WATERVILLE'S OLD CANNON
Have you missed the old cannon that, for longer than anyone can remember graced the lawn in front of the old school? The city has removed this little gem for safe-keeping as the old school building is scheduled to be torn down. The history of our cannon is shrouded in mystery. It is too small to be one of the Civil War type cannons that commonly exist in numerous places. It seems to have no markings to provide a clue to its manufacture and no one among us has any expertise in ancient arms or weaponry. Milo Downs, Jr. (1923-2000) related stories about his youth when they would fire empty Pet milk cans up Farnsworth Road from the old gun using large firecrackers for powder. He thought it to be an old naval gun and may have been on a wooden carriage at one time. We think this to be unlikely in his lifetime because we have a photograph of a lady perched on the cannon during the 1913 flood and it was on a concrete base then. So where did it come from and why is it there? We can speculate from some written clues. The present school and the one that preceded it were both built on what was the village square in John Pray’s plat of the village.
We know from several sources that way back in the 1850s Waterville had a militia group known as the Brady Guards and they did military drill routines on the village square. We read in The Soldier Spirit of Waterville, penned (probably) by Civil War veteran John Lansing Pray, that Orson Gilbert Ballou commanded a village gun squad that fired salutes when a group of Waterville men left for service during the Civil War. Waterville’s small cannon may well be that gun used to fire salutes at that very same location. The Brady Guard cannon would have been mounted on some kind of carriage to be mobile and also have been made well before the Civil War. Why did our militia group have a cannon? Perhaps it was always intended to be only a ceremonial gun. When did the village acquire this relic and when was it mounted on the concrete base? Many questions remain unanswered about this old cannon but we look forward to seeing it restored to the village square again when it opens as a park.
Note: An expert from the Springfield Arsenal has reviewed photographs and determined that this is not a military weapon.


:: WORK REQUIRED ::
Leave every picture out. Set down all the lines below exactly.

:: RECORD EXCERPTS ::
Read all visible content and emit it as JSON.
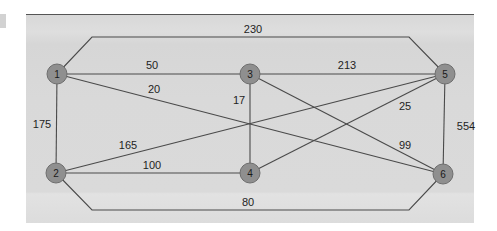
{
  "diagram": {
    "type": "weighted-undirected-graph",
    "colors": {
      "panel_background": "#d9d9d9",
      "edge": "#4a4a4a",
      "node_fill": "#8f8f8f",
      "node_stroke": "#6e6e6e",
      "text": "#1e1e1e"
    },
    "nodes": [
      {
        "id": "1",
        "label": "1",
        "x": 57,
        "y": 74
      },
      {
        "id": "2",
        "label": "2",
        "x": 56,
        "y": 173
      },
      {
        "id": "3",
        "label": "3",
        "x": 250,
        "y": 74
      },
      {
        "id": "4",
        "label": "4",
        "x": 250,
        "y": 173
      },
      {
        "id": "5",
        "label": "5",
        "x": 445,
        "y": 74
      },
      {
        "id": "6",
        "label": "6",
        "x": 443,
        "y": 174
      }
    ],
    "edges": [
      {
        "from": "1",
        "to": "5",
        "weight": "230",
        "path": [
          [
            57,
            74
          ],
          [
            92,
            37
          ],
          [
            409,
            37
          ],
          [
            445,
            74
          ]
        ],
        "label_pos": [
          253,
          29
        ]
      },
      {
        "from": "1",
        "to": "3",
        "weight": "50",
        "path": [
          [
            57,
            74
          ],
          [
            250,
            74
          ]
        ],
        "label_pos": [
          152,
          65
        ]
      },
      {
        "from": "1",
        "to": "6",
        "weight": "20",
        "path": [
          [
            57,
            74
          ],
          [
            443,
            174
          ]
        ],
        "label_pos": [
          154,
          89
        ]
      },
      {
        "from": "1",
        "to": "2",
        "weight": "175",
        "path": [
          [
            57,
            74
          ],
          [
            56,
            173
          ]
        ],
        "label_pos": [
          42,
          124
        ]
      },
      {
        "from": "3",
        "to": "5",
        "weight": "213",
        "path": [
          [
            250,
            74
          ],
          [
            445,
            74
          ]
        ],
        "label_pos": [
          347,
          65
        ]
      },
      {
        "from": "3",
        "to": "4",
        "weight": "17",
        "path": [
          [
            250,
            74
          ],
          [
            250,
            173
          ]
        ],
        "label_pos": [
          239,
          100
        ]
      },
      {
        "from": "3",
        "to": "6",
        "weight": "99",
        "path": [
          [
            250,
            74
          ],
          [
            443,
            174
          ]
        ],
        "label_pos": [
          405,
          145
        ]
      },
      {
        "from": "2",
        "to": "5",
        "weight": "165",
        "path": [
          [
            56,
            173
          ],
          [
            445,
            74
          ]
        ],
        "label_pos": [
          128,
          145
        ]
      },
      {
        "from": "4",
        "to": "5",
        "weight": "25",
        "path": [
          [
            250,
            173
          ],
          [
            445,
            74
          ]
        ],
        "label_pos": [
          405,
          106
        ]
      },
      {
        "from": "2",
        "to": "4",
        "weight": "100",
        "path": [
          [
            56,
            173
          ],
          [
            250,
            173
          ]
        ],
        "label_pos": [
          152,
          165
        ]
      },
      {
        "from": "5",
        "to": "6",
        "weight": "554",
        "path": [
          [
            445,
            74
          ],
          [
            443,
            174
          ]
        ],
        "label_pos": [
          466,
          126
        ]
      },
      {
        "from": "2",
        "to": "6",
        "weight": "80",
        "path": [
          [
            56,
            173
          ],
          [
            92,
            210
          ],
          [
            409,
            210
          ],
          [
            443,
            174
          ]
        ],
        "label_pos": [
          248,
          202
        ]
      }
    ]
  }
}
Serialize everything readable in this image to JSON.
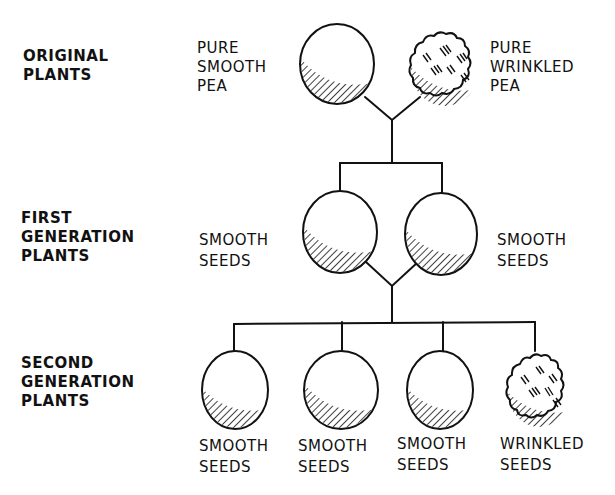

:: EXERCISE OUTPUT ::
Read all visible content and emit it as JSON.
{
  "diagram": {
    "type": "weighted-undirected-graph",
    "colors": {
      "panel_background": "#d9d9d9",
      "edge": "#4a4a4a",
      "node_fill": "#8f8f8f",
      "node_stroke": "#6e6e6e",
      "text": "#1e1e1e"
    },
    "nodes": [
      {
        "id": "1",
        "label": "1",
        "x": 57,
        "y": 74
      },
      {
        "id": "2",
        "label": "2",
        "x": 56,
        "y": 173
      },
      {
        "id": "3",
        "label": "3",
        "x": 250,
        "y": 74
      },
      {
        "id": "4",
        "label": "4",
        "x": 250,
        "y": 173
      },
      {
        "id": "5",
        "label": "5",
        "x": 445,
        "y": 74
      },
      {
        "id": "6",
        "label": "6",
        "x": 443,
        "y": 174
      }
    ],
    "edges": [
      {
        "from": "1",
        "to": "5",
        "weight": "230",
        "path": [
          [
            57,
            74
          ],
          [
            92,
            37
          ],
          [
            409,
            37
          ],
          [
            445,
            74
          ]
        ],
        "label_pos": [
          253,
          29
        ]
      },
      {
        "from": "1",
        "to": "3",
        "weight": "50",
        "path": [
          [
            57,
            74
          ],
          [
            250,
            74
          ]
        ],
        "label_pos": [
          152,
          65
        ]
      },
      {
        "from": "1",
        "to": "6",
        "weight": "20",
        "path": [
          [
            57,
            74
          ],
          [
            443,
            174
          ]
        ],
        "label_pos": [
          154,
          89
        ]
      },
      {
        "from": "1",
        "to": "2",
        "weight": "175",
        "path": [
          [
            57,
            74
          ],
          [
            56,
            173
          ]
        ],
        "label_pos": [
          42,
          124
        ]
      },
      {
        "from": "3",
        "to": "5",
        "weight": "213",
        "path": [
          [
            250,
            74
          ],
          [
            445,
            74
          ]
        ],
        "label_pos": [
          347,
          65
        ]
      },
      {
        "from": "3",
        "to": "4",
        "weight": "17",
        "path": [
          [
            250,
            74
          ],
          [
            250,
            173
          ]
        ],
        "label_pos": [
          239,
          100
        ]
      },
      {
        "from": "3",
        "to": "6",
        "weight": "99",
        "path": [
          [
            250,
            74
          ],
          [
            443,
            174
          ]
        ],
        "label_pos": [
          405,
          145
        ]
      },
      {
        "from": "2",
        "to": "5",
        "weight": "165",
        "path": [
          [
            56,
            173
          ],
          [
            445,
            74
          ]
        ],
        "label_pos": [
          128,
          145
        ]
      },
      {
        "from": "4",
        "to": "5",
        "weight": "25",
        "path": [
          [
            250,
            173
          ],
          [
            445,
            74
          ]
        ],
        "label_pos": [
          405,
          106
        ]
      },
      {
        "from": "2",
        "to": "4",
        "weight": "100",
        "path": [
          [
            56,
            173
          ],
          [
            250,
            173
          ]
        ],
        "label_pos": [
          152,
          165
        ]
      },
      {
        "from": "5",
        "to": "6",
        "weight": "554",
        "path": [
          [
            445,
            74
          ],
          [
            443,
            174
          ]
        ],
        "label_pos": [
          466,
          126
        ]
      },
      {
        "from": "2",
        "to": "6",
        "weight": "80",
        "path": [
          [
            56,
            173
          ],
          [
            92,
            210
          ],
          [
            409,
            210
          ],
          [
            443,
            174
          ]
        ],
        "label_pos": [
          248,
          202
        ]
      }
    ]
  }
}
Serialize everything readable in this image to JSON.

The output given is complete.